The cancellation of classes at Oberlin College on Monday in response to a wave of bias crimes was the biggest higher education story in the nation this week. And according to an account written by Oberlin students of color for the campus newspaper we all got the story completely wrong.

In their public statements, Oberlin administrators described the decision to cancel classes and hold a campus-wide series of teach-ins and rallies as their own. But a student timeline of the events of Sunday night and Monday morning portrays it as a plan that “was advocated for and organized by students,” one that administrators initially refused to accept.

Students got top Oberlin administrators out of bed in the middle of the night to present their demands, they say, and it wasn’t until they began organizing to shut down the campus that the administration gave in.

The timeline, written by “students of the Africana community” and posted on the website of the Oberlin Review student newspaper late this week, was based on “time-stamped text messages and status updates as well as minutes from the emergency meeting” late Sunday night.

According to the timeline, a resident of Oberlin’s Afrikan Heritage House saw an unidentified individual walking on campus “in what appears to be traditional Ku Klux Klan regalia” shortly before 1:15 Monday morning and contacted their RA. Within a few minutes residence officials, campus security, and Oberlin Dean of Students Eric Estes had been notified.

At approximately 1:30 am RAs in the Afrikan Heritage House woke the house’s residents for a house meeting to discuss the incident. Estes arrived at the Afrikan Heritage House at 1:40 am. Students from outside Afrikan Heritage House were called over the next while, and the group continued to meet with campus officials and police.

At 2:49 am, Oberlin president Marvin Krislov arrived at the meeting.

Sometime after 3 am students asked President Krislov to cancel classes for Monday, and he refused, saying that all of the college’s deans would have to agree, and that it would not be possible to contact them at that time of the night.

At 3:40 am Meredith Gadsby, the chair of the Oberlin Africana Studies Department, told the students assembled in the Afrikan Heritage House that her department would cancel its classes for the day and would work to organize a noon teach-in.

Between four and five o’clock, as administrators continued to dismiss the idea of a full cancellation of classes, students developed a plan to blockade the campus at the start of the day.

Two excerpts from the timeline describe what happened next:

4:44 a.m. Plans for a Rally and Blockade solidify and working groups form. One working group maps out the exits of academic buildings such as King and the Science Center for the Blockade. Another working group compiles a letter to faculty members asking them to cancel classes in solidarity with students. An additional working group creates signs and flyers for the blockade and another working group organizes the rally to take place at 2 p.m. During the planning, a student requests that Marjorie Burton leave to allow the students to plan.

5:12 a.m. President Krislov, Dean Estes and Dean Stull state that classes will be canceled.

Update | A friend forwards a link to a Wednesday blogpost by Oberlin Vice President for Communications Ben Jones, in which Jones writes that “the genesis of Monday’s program was largely the work of students and I take full responsibility for any college communications that misrepresented this.”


- **Exercise prompt**
Reproduce the records exactly through the line with "The width and height of the screenshot is (1254, 560).".

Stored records
========================================================================
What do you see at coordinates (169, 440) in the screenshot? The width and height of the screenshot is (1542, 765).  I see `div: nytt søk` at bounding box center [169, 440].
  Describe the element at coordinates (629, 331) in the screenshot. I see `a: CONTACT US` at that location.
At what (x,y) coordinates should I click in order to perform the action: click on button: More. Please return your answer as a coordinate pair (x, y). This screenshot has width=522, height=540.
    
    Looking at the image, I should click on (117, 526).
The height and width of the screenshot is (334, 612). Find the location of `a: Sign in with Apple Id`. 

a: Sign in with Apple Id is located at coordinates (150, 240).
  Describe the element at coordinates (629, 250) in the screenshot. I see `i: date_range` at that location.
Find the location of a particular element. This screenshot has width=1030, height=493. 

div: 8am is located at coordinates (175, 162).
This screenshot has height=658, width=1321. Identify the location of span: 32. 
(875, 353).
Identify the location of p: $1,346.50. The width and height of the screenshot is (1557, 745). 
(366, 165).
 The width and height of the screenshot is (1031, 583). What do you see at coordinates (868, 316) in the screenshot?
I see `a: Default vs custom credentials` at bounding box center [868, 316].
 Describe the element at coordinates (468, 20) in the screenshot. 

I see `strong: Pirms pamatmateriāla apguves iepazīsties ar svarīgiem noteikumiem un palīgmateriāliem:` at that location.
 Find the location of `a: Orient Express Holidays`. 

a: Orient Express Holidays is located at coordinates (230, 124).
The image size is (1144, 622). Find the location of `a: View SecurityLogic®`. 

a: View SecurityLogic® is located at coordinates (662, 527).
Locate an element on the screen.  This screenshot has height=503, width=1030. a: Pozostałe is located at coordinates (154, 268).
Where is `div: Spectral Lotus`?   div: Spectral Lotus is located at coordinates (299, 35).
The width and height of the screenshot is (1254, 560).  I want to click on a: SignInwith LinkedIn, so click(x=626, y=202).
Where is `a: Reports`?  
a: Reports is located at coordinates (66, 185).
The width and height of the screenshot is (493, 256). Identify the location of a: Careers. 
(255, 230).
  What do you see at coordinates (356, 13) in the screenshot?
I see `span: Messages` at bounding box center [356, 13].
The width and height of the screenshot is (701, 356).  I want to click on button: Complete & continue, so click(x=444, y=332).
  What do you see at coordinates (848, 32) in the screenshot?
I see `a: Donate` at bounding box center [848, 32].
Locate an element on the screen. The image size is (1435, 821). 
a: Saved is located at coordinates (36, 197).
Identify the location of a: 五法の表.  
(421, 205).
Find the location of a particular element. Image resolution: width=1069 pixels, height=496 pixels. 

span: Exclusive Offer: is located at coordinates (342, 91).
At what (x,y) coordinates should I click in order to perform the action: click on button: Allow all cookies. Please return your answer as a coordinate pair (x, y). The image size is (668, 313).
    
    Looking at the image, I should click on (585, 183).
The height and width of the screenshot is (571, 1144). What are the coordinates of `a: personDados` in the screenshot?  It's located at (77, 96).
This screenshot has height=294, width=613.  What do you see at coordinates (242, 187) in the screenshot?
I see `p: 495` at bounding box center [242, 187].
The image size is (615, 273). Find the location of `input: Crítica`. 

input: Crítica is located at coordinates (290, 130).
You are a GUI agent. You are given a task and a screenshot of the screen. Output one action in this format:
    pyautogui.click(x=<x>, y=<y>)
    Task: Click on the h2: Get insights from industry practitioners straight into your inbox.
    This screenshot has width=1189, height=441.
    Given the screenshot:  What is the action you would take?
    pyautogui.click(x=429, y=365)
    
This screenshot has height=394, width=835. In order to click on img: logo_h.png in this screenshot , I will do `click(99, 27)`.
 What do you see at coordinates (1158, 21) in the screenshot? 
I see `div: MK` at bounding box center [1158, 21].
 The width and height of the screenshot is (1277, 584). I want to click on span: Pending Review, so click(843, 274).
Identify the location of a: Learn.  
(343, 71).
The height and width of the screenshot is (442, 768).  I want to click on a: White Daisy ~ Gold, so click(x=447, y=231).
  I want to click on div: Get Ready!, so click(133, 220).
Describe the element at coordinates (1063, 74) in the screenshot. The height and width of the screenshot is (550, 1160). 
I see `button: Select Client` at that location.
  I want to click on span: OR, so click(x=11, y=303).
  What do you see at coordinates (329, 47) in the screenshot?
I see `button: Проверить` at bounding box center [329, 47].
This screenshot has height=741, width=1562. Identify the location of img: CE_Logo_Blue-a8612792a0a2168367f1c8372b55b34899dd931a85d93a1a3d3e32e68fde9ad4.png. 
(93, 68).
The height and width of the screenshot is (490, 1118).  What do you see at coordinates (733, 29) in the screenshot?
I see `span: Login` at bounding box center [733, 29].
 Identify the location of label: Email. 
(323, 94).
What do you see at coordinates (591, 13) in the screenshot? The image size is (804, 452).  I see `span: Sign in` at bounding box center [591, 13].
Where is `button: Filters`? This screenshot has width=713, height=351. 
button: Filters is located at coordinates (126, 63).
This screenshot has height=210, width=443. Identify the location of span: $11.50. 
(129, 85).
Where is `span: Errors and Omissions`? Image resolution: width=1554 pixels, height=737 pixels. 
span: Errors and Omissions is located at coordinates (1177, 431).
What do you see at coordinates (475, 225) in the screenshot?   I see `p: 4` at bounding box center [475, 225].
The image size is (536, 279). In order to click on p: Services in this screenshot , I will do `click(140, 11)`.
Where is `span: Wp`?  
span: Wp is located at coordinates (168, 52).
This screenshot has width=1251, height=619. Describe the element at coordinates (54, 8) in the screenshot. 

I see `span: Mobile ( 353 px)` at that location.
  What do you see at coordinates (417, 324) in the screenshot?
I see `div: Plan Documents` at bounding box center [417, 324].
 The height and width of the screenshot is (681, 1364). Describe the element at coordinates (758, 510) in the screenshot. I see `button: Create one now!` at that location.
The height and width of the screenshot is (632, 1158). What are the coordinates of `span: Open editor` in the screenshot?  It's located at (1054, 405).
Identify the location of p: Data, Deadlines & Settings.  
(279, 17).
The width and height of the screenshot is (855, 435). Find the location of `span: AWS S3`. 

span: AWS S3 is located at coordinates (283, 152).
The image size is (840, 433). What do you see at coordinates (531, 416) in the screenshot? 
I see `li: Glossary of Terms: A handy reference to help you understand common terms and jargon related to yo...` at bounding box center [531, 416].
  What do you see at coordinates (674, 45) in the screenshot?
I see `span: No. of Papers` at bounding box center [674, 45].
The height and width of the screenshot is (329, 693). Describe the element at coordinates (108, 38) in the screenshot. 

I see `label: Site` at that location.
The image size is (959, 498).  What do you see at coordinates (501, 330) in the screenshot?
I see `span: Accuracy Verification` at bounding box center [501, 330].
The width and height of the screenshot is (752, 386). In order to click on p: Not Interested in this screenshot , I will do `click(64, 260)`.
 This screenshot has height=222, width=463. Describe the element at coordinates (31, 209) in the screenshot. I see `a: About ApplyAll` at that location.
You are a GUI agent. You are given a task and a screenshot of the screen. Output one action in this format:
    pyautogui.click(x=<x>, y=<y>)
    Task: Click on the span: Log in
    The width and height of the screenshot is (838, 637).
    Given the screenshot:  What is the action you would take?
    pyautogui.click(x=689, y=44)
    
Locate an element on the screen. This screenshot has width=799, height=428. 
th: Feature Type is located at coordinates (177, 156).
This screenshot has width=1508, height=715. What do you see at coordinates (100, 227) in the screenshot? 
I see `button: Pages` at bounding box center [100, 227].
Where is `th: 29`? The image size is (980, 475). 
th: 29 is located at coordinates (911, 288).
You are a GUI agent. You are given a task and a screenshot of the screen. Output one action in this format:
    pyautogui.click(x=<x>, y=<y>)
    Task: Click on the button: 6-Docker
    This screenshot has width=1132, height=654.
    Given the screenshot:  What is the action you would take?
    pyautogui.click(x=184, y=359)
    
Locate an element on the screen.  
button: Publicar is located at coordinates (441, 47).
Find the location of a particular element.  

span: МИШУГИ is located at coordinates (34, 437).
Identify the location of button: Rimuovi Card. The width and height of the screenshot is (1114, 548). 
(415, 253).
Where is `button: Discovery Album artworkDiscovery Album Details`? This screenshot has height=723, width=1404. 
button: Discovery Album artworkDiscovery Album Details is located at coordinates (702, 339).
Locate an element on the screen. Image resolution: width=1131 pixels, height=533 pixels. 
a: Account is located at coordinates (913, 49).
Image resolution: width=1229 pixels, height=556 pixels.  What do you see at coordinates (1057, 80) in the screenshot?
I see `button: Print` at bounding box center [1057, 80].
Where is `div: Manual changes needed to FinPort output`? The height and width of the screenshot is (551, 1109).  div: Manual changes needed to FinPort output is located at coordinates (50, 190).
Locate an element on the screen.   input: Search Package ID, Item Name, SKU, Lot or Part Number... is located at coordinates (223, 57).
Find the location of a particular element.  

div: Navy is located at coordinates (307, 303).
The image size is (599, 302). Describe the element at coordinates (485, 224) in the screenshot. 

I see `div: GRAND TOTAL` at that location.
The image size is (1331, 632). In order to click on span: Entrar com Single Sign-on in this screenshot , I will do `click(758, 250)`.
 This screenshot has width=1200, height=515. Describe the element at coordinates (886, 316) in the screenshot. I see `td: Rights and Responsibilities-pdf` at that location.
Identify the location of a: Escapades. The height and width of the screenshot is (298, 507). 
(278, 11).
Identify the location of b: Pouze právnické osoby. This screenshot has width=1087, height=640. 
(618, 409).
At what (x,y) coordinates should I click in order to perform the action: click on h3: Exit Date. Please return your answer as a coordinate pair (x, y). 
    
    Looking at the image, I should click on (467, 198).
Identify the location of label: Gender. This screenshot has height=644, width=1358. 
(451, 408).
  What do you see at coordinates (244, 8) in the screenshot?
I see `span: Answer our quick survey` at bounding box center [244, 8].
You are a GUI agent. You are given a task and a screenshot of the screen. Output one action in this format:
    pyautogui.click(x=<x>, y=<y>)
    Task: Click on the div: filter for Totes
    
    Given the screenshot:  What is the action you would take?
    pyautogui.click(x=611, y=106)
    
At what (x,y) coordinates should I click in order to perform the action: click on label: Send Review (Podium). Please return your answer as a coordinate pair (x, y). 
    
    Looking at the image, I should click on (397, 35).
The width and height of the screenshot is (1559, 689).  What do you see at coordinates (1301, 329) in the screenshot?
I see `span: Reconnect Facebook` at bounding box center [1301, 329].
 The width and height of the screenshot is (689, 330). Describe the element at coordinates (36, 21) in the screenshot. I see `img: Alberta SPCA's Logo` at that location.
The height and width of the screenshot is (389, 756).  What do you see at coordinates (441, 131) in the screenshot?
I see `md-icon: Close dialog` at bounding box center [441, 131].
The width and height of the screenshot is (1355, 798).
========================================================================
- **Exercise output**
What do you see at coordinates (169, 440) in the screenshot? The width and height of the screenshot is (1542, 765).  I see `div: nytt søk` at bounding box center [169, 440].
  Describe the element at coordinates (629, 331) in the screenshot. I see `a: CONTACT US` at that location.
At what (x,y) coordinates should I click in order to perform the action: click on button: More. Please return your answer as a coordinate pair (x, y). This screenshot has width=522, height=540.
    
    Looking at the image, I should click on (117, 526).
The height and width of the screenshot is (334, 612). Find the location of `a: Sign in with Apple Id`. 

a: Sign in with Apple Id is located at coordinates (150, 240).
  Describe the element at coordinates (629, 250) in the screenshot. I see `i: date_range` at that location.
Find the location of a particular element. This screenshot has width=1030, height=493. 

div: 8am is located at coordinates (175, 162).
This screenshot has height=658, width=1321. Identify the location of span: 32. 
(875, 353).
Identify the location of p: $1,346.50. The width and height of the screenshot is (1557, 745). 
(366, 165).
 The width and height of the screenshot is (1031, 583). What do you see at coordinates (868, 316) in the screenshot?
I see `a: Default vs custom credentials` at bounding box center [868, 316].
 Describe the element at coordinates (468, 20) in the screenshot. 

I see `strong: Pirms pamatmateriāla apguves iepazīsties ar svarīgiem noteikumiem un palīgmateriāliem:` at that location.
 Find the location of `a: Orient Express Holidays`. 

a: Orient Express Holidays is located at coordinates (230, 124).
The image size is (1144, 622). Find the location of `a: View SecurityLogic®`. 

a: View SecurityLogic® is located at coordinates (662, 527).
Locate an element on the screen.  This screenshot has height=503, width=1030. a: Pozostałe is located at coordinates (154, 268).
Where is `div: Spectral Lotus`?   div: Spectral Lotus is located at coordinates (299, 35).
The width and height of the screenshot is (1254, 560).  I want to click on a: SignInwith LinkedIn, so click(x=626, y=202).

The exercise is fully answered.